2026-06-10 23:38 UTC · QUOTES VIA STOOQ
Markets DELL JUN 08, 2026

AI server supercycle goes vertical: Dell +757%, HPE biggest day ever as enterprise hardware re-rates

Dell's AI-Optimized Server revenue grew 757% to $16.1B; HPE's best-ever single-day gain followed a $1 EPS guide-raise and $16.4B in cumulative AI bookings.

Five trading sessions repriced the entire enterprise-hardware complex. Dell Technologies closed up 32.76% on Friday, May 29, eclipsing its March 2024 record of 31.6%, after fiscal Q1 2027 revenue hit $43.84 billion (up 88% year over year) and AI-Optimized Server revenue grew 757% to $16.1 billion. On Monday, June 1, Hewlett Packard Enterprise surged 30% on its own record day, with fiscal Q2 revenue of $10.68 billion against a StreetAccount estimate of $9.79 billion.

The numbers underneath the headline are the story. Dell booked $24.4 billion in AI orders during the quarter and raised full-year AI server guidance to $60 billion, a 144% jump, with total revenue guidance now landing around $167 billion at the midpoint. Adjusted EPS of $4.86 beat the $2.94 consensus by 65%. Ben Reitzes of Melius said he’d “never seen anything like” the quarter. Dell shares are up 234% in 2026.

HPE’s print was, in its own way, more violent. Server revenue (Cloud & AI) came in at $5.45 billion versus a $4.66 billion expectation.

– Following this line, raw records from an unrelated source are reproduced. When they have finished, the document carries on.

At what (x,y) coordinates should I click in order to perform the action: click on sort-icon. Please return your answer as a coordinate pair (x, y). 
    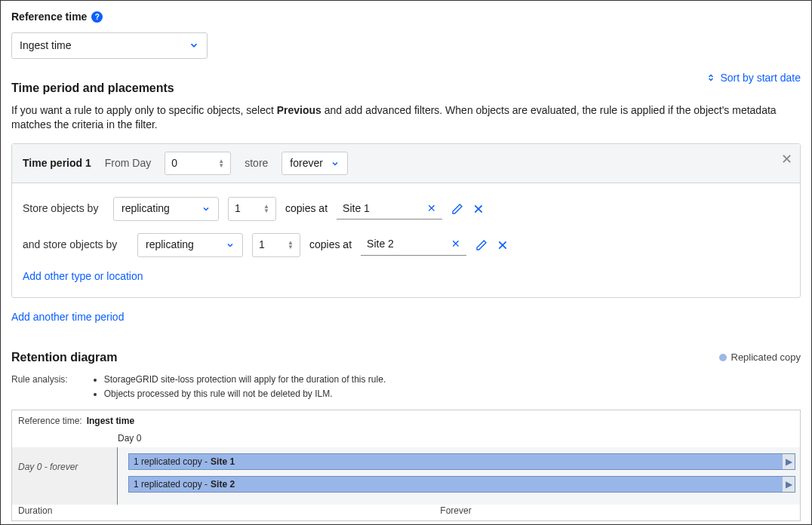
    Looking at the image, I should click on (711, 78).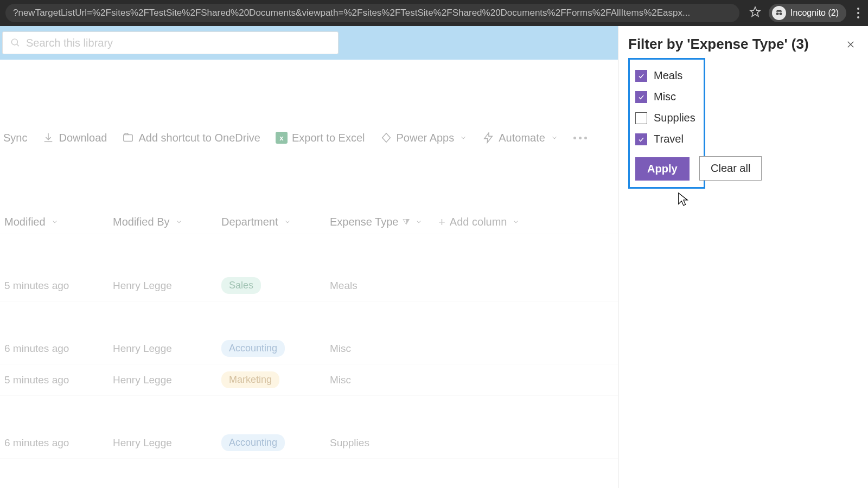 Image resolution: width=868 pixels, height=488 pixels. I want to click on search-icon, so click(15, 43).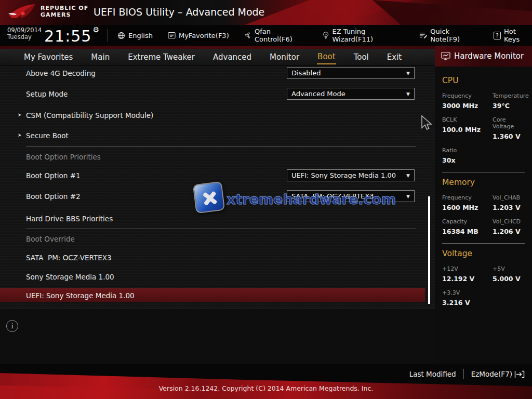 This screenshot has height=399, width=532. Describe the element at coordinates (394, 57) in the screenshot. I see `tab-exit: Exit` at that location.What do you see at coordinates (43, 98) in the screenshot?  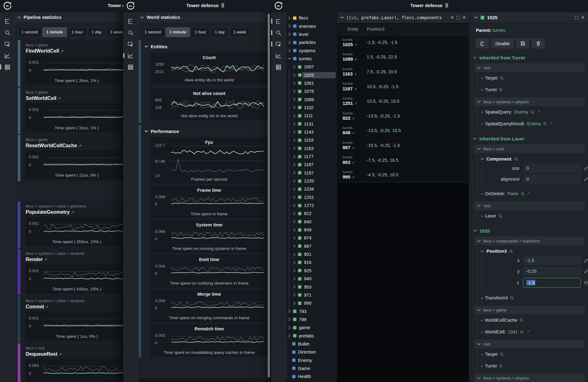 I see `metric-name-link: SetWorldCell↗` at bounding box center [43, 98].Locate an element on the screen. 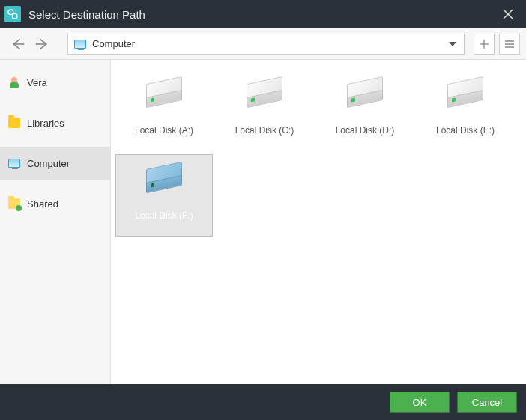 This screenshot has height=420, width=526. user-icon is located at coordinates (14, 82).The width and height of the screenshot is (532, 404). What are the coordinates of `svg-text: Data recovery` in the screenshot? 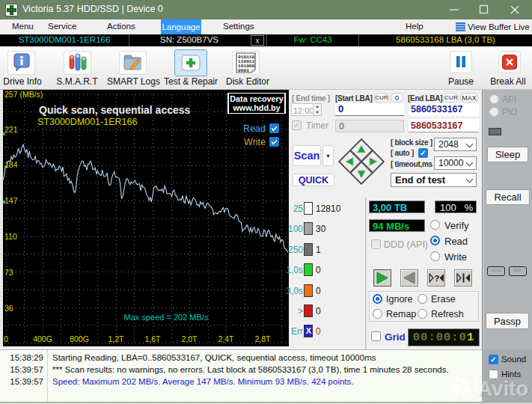 It's located at (256, 99).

Non-GAAP EPS of $0.79 cleared by 26 cents, the company’s biggest beat since February 2018. Cumulative AI Systems bookings now sit at $16.4 billion with $5.9 billion of backlog entering Q3. Management raised FY2026 adjusted EPS guidance to $3.35–$3.45 from $2.30–$2.50, a full dollar at the midpoint, and lifted free cash flow guidance to at least $3.5 billion from $2 billion. The 8-K said the quarter puts HPE two years ahead of its fiscal 2028 long-term plan. CEO Antonio Neri called demand “healthy across the business.”

Wall Street responded in kind. Bloomberg counted target hikes from at least 12 brokerages, with the median HPE price target jumping to $66 from $26.50. Morgan Stanley flagged that HPE is benefiting from the same pricing dynamic as Dell: customers absorbing higher server ASPs with no visible demand destruction.

That last detail is the one worth holding. The 2017 GPU shortage broke when buyers balked. This cycle, so far, they haven’t.

Sources

Henley Marrast
About the author
MARKETS DESK

Henley Marrast covers AI-equity flow, accelerator demand, and earnings prints for AI Sheet Report. She leads coverage of the public AI complex from the New York markets desk, with a focus on the daily tape and quarterly results. She has been writing about technology markets for several years.